Blog

July 8, 2021

Greg Thomas

Nobody Cares About the Process

Yes, having a process is good, it’s needed It’s what is going to make you a success and enable you to build a repeatable system that you can accrue economies of scale from. At the end of the day, that is the heart of a process, that is the reason we implement it – to get better. A process is the equivalent of a well-run practice designed to get you to learn a particular technique over and over again and make you get better at it. But you can’t hide behind it. You can’t hide behind the process when things

Remote Chicken Coops

I wasn’t able to make a recent episode of Remotely Prepared and left things to Colin Harding to run with. Instead he walked with it (bad joke, watch the episode).
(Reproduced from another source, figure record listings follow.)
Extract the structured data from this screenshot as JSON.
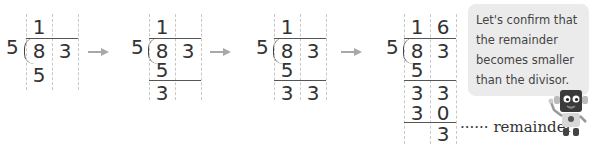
{
  "steps": [
    {
      "divisor": "5",
      "quotient": [
        "1",
        ""
      ],
      "dividend": [
        "8",
        "3"
      ],
      "rows": [
        [
          "5",
          ""
        ]
      ]
    },
    {
      "divisor": "5",
      "quotient": [
        "1",
        ""
      ],
      "dividend": [
        "8",
        "3"
      ],
      "rows": [
        [
          "5",
          ""
        ],
        [
          "3",
          ""
        ]
      ]
    },
    {
      "divisor": "5",
      "quotient": [
        "1",
        ""
      ],
      "dividend": [
        "8",
        "3"
      ],
      "rows": [
        [
          "5",
          ""
        ],
        [
          "3",
          "3"
        ]
      ]
    },
    {
      "divisor": "5",
      "quotient": [
        "1",
        "6"
      ],
      "dividend": [
        "8",
        "3"
      ],
      "rows": [
        [
          "5",
          ""
        ],
        [
          "3",
          "3"
        ],
        [
          "3",
          "0"
        ],
        [
          "",
          "3"
        ]
      ]
    }
  ],
  "arrows": [
    "arrow-right-icon",
    "arrow-right-icon",
    "arrow-right-icon"
  ],
  "remainder_label": "······ remainder",
  "callout": {
    "text": "Let's confirm that the remainder becomes smaller than the divisor.",
    "mascot": "robot-mascot-icon"
  },
  "colors": {
    "arrow": "#a8a8a8",
    "bubble_bg": "#ebebeb",
    "grid_dashed": "#c8c8c8",
    "text": "#333333"
  }
}
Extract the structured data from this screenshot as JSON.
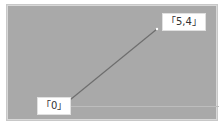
{
  "canvas": {
    "background": "#a9a9a9",
    "line_color": "#6e6e6e"
  },
  "points": {
    "start": {
      "label": "「0」",
      "x": 65,
      "y": 104
    },
    "end": {
      "label": "「5,4」",
      "x": 157,
      "y": 29
    }
  }
}
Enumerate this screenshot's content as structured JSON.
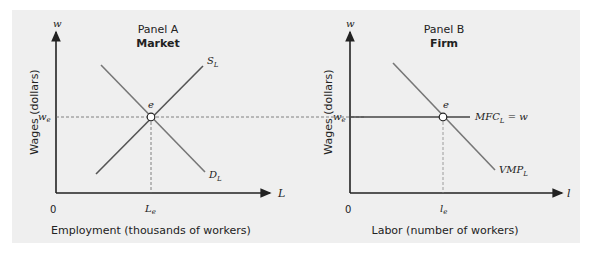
{
  "panels": [
    {
      "id": "A",
      "title": "Panel A",
      "subtitle": "Market",
      "y_axis": {
        "symbol": "w",
        "label": "Wages (dollars)",
        "tick": "w",
        "tick_sub": "e"
      },
      "x_axis": {
        "symbol": "L",
        "label": "Employment (thousands of workers)",
        "origin": "0",
        "tick": "L",
        "tick_sub": "e"
      },
      "curves": [
        {
          "name": "S",
          "sub": "L"
        },
        {
          "name": "D",
          "sub": "L"
        }
      ],
      "equilibrium_label": "e"
    },
    {
      "id": "B",
      "title": "Panel B",
      "subtitle": "Firm",
      "y_axis": {
        "symbol": "w",
        "label": "Wages (dollars)",
        "tick": "w",
        "tick_sub": "e"
      },
      "x_axis": {
        "symbol": "l",
        "label": "Labor (number of workers)",
        "origin": "0",
        "tick": "l",
        "tick_sub": "e"
      },
      "curves": [
        {
          "name": "MFC",
          "sub": "L",
          "suffix": " = w"
        },
        {
          "name": "VMP",
          "sub": "L"
        }
      ],
      "equilibrium_label": "e"
    }
  ],
  "colors": {
    "background": "#efefef",
    "axis": "#222222",
    "curve": "#666666",
    "dashed": "#666666"
  }
}
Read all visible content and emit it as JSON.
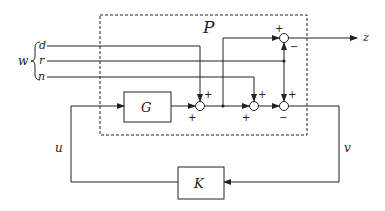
{
  "diagram": {
    "type": "block-diagram",
    "plant_label": "P",
    "blocks": [
      {
        "id": "G",
        "label": "G"
      },
      {
        "id": "K",
        "label": "K"
      }
    ],
    "signals": {
      "w": "w",
      "d": "d",
      "r": "r",
      "n": "n",
      "z": "z",
      "u": "u",
      "v": "v"
    },
    "summing_junctions": [
      {
        "id": "sum-top",
        "signs": [
          "+",
          "−"
        ]
      },
      {
        "id": "sum-1",
        "signs": [
          "+",
          "+"
        ]
      },
      {
        "id": "sum-2",
        "signs": [
          "+",
          "+"
        ]
      },
      {
        "id": "sum-3",
        "signs": [
          "+",
          "−"
        ]
      }
    ],
    "colors": {
      "line": "#222222",
      "background": "#ffffff"
    }
  }
}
Seriously though, if you are looking for an episode to relax to and feel instant calm – listen to this episode. https://www.upsidedownoffice.com/podcast/walk-with-me Plus: Chickens.

Changing Ideas Mid-Flight

How scary is this? You’re mid-way through a project and/or delivery and you have an epiphany to pivot, change, alter your course of action. Worst, before you justify it to others you have to justify it to yourself. Even worst, you can see the different paths laid out in front of you and what they can represent – the good, the bad, the possible. It’s enough to make your gut lurch forward and leave you frozen in a panicked state. But what may come from it, might blow you away. Or it might fall flat. Here’s the problem though, you

July 5, 2021

Greg Thomas

The Downward Delivery

At some point in a project, features will be cut (unless you have inifinite time, resourcs and absurdly patient customers). On a first release, it is inevitable – you’ve hit issues you didn’t expect, run up against the wall against problems you didn’t even know existed, when the user saw what they were getting they wanted to change things up, etc, etc. The list goes on. When this happens, the question that everyone has to keep asking themselves should always be the same… Does this weaken our delivery? It’s not an easy question to ask (it’s not supposed to be),

July 4, 2021

Greg Thomas

If you’re Presenting Numbers

Make sure they add up. Make sure they make sense. The numbers justify your arguments, your purpose, your direction. But when they are off, they become the focus as people try to figure out why they are off, why they are wrong, what goes into them, etc, etc. Instead what you’ll be leaving with, is a discussion about your numbers and not the reason you were there.